A story I won’t read

Referring to the 9/11 attack, the New York Times calls it the bloodiest terror attack in American history.

Let us set aside, just for the moment, the impossibility of distinguishing between modern warfare and terror attacks. Forget, just for the moment, that beginning in the 20th century, war began largely to target civilians. Let us further forget Ward Churchill’s suggestion that the chickens had come home to roost, his reference to chronic U.S. interventions outside its borders.

I want to remember instead a war that started when Columbus “discovered” the western hemisphere and which continues to the present day. This is the war for the land the U.S. claims as its national territory, but stole from American Indians through a series of genocidal attacks. The military part of this operation ended roughly in 1890. But structural violence against the Indians continues. They suffer high rates of poverty and spousal abuse, substantially diminished lifespans, and limited opportunity. They have been robbed not only of their land but of their culture.

And the only relief the U.S. offers is a right to build casinos otherwise forbidden by the states, casinos fiercely resisted by less powerful occupiers because they associate casinos with alcoholism and crime.

Anthropologists object to a romanticization of American Indians, I suspect in part because being wed to the status quo, they do not wish to acknowledge that in a great many ways people in hunter-gatherer societies lived lives superior to our own, with more free time, better health, considerably less hierarchy, and genuine community, much more in harmony with the earth. All that is lost, now, not only to Indians but to the rest of us. In the U.S., a look at any organization chart will show we live in one of the most hierarchical societies on earth. There are a great many jobs that don’t even pay rent; people must work two or more, just to get by. There are a great many people without access to health care outside an emergency room, and many more limited to western medicine, founded in the torture of slaves. Meanwhile, a particular class is immune from financial crises that strike terror into the heart of the many who live just a paycheck away from homelessness.

We killed people and destroyed an idyllic lifestyle in the name of a god whose Old Testament manifestation hates women, hates gays, and hates everybody except Jews, and whose New Testament manifestation, we are to believe, endorsed world conquest. And then when it was inescapably clear the British were overstretched, we largely took over the empire we had kicked out when its Parliament passed the Quebec Act, limiting westward colonial expansion. Now, we kill throughout the world even as we destroy lives at home. We have killed by the millions.
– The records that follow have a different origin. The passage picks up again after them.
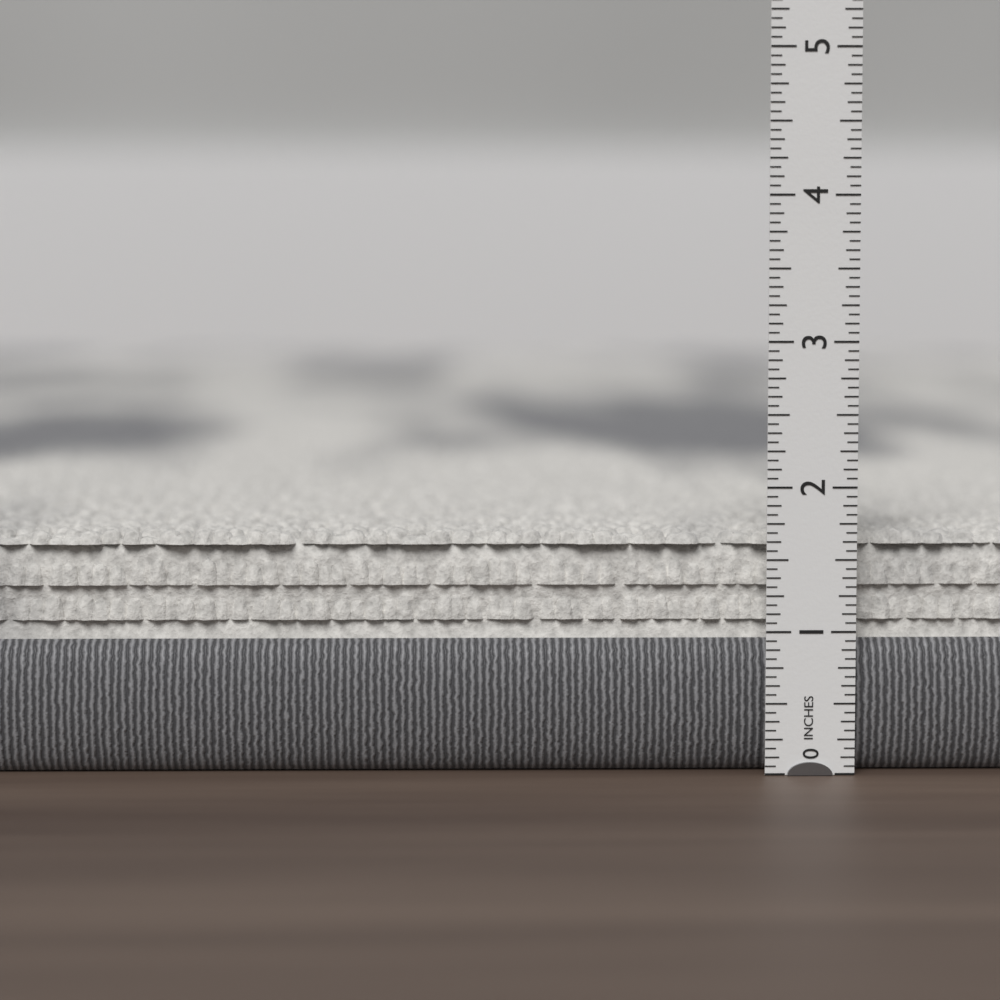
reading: 1.6875 in
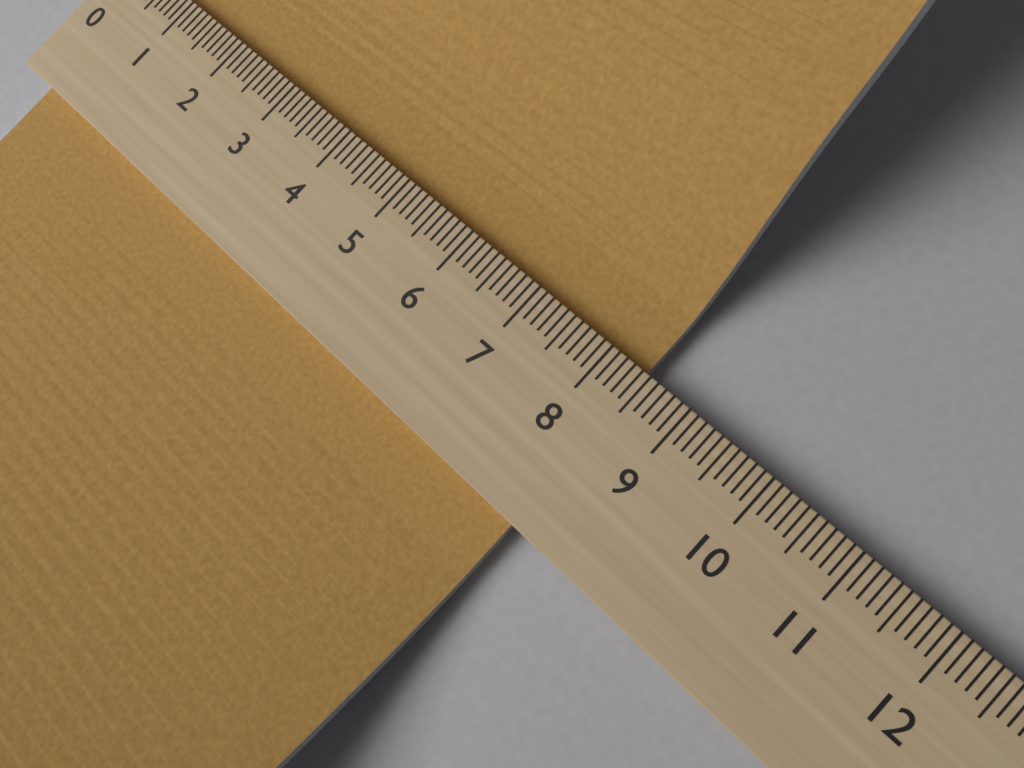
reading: 8.4 (no unit)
I asked that we set aside a few issues just for a moment. That moment is over. I’m not forgetting that the chickens came home to roost on 9/11. And I’m certainly not forgetting all the terror we have inflicted throughout the world. I am sickened by the elevation of victims of 9/11 as heroes in dichotomy with the demonization of people fighting to preserve their culture against a western onslaught. And I am certainly not forgetting our own genocide right here at home.